Thursday 31 March 2011

Britain is a country whose old men can still learn from the wit and equanimity of that old American comedian called George Burns


George Burns, the great old American comedian died at the age of 100 in 1996, made a living, in the 1980's and 1990's, out of 'being', and 'reflecting on being, old' and said, at different times :

* At my age flowers scare me.

* You know you're getting old when you stoop to tie your shoelaces and wonder what else you could do while you're down there.

* I look to the future because that's where I'm going to spend the rest of my life.

* I'd rather be a failure at something I love than a success at something I hate.

* If you ask what is the single most important key to longevity, I would have to say it is avoiding worry, stress and tension and if you didn't ask me, I'd still have to say it.

* If you live to be one hundred, you've got it made. Very few people die past that age.

* It's good to be here. At 98, it's good to be anywhere.

* You can't help getting older, but you don't have to get old.

* First you forget names, then you forget faces. Next you forget to pull your zipper up and finally, you forget to pull it down.

* How beautifully leaves grow old. How full of light and color are their last days.

His song, 'I wish I was eighteen again', is full of nostalgia for youth :

At a bar down in Dallas an old man chimed in,
And I thought he was out of his his head.
Just being a young man, I just laughed it off,
When I heard what that old man had said.

He said, I'll never again turn the young ladies heads,
Or go running off into the wind.
I'm three quarters home from the start to the end,
And I wish I was eighteen again.

I wish I was eighteen again,
And going where I've never been.
But old folks and old oaks
Standing tall just pretend,
I wish I was eighteen again.

Now time turns the pages and oh, life goes so fast,
The years turn the black hair all grey.
I talked to some young folks, hey they don't understand,
The words this old man's got to say.

I wish I was eighteen again,
And going where I've never been.
But old folks and old oaks
Standing tall just pretend,
I wish I was eighteen again.

Lord, I wish I was eighteen again!

http://www.youtube.com/watch?v=F3c-WBn5cCg

I first saw George on black and white t.v. in the 1950's in the 'Burns and Allen Show' in which he played with his wife, but it is only now, all these year later, that I begin to appreciate this man of wit, charm and equanimity who said :

" Age means nothing.
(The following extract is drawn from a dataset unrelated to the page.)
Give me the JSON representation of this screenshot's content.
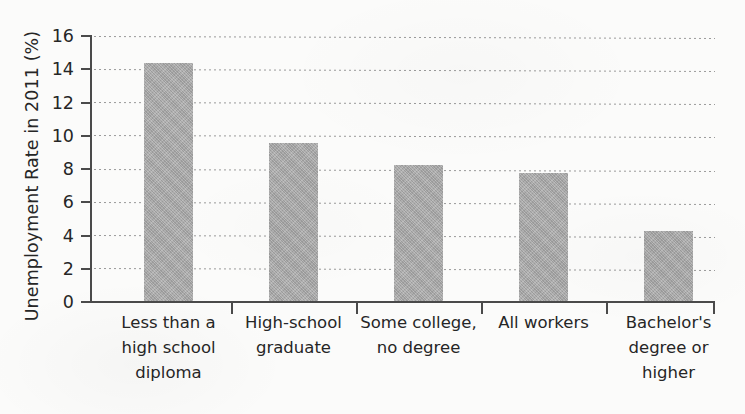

I can't get old ; I'm working. I was old when I was 21 and out of work. As long as you're working you stay young. When I'm in front of an audience, all that love and vitality sweeps over me and I forget my age."

Things I didn't know about George's life before he reached the age of 18, that he :

* was born Nathan Birnbaum, the ninth of 12 children in New York City where his father was a 'substitute cantor' at the local synagogue who died from influenza in the epidemic of 1903.

* worked after his father's death, shining shoes, running errands, selling newspapers making syrup in a local candy shop.

* practiced singing harmony with the other kids in the basement and then, calling themselves the 'Pee-Wee Quartet', started singing on ferryboats, in saloons and brothels and on street corners.

* said : "We'd put our hats down for donations. Sometimes the customers threw something in the hats. Sometimes they took something out of the hats. Sometimes they took the hats."

* left school in the fourth grade and joined small-time vaudeville working with a trained seal, doing trick roller skating, teaching dance and singing.

* began smoking cigars and adopted the stage name by which he would be known for the rest of his life.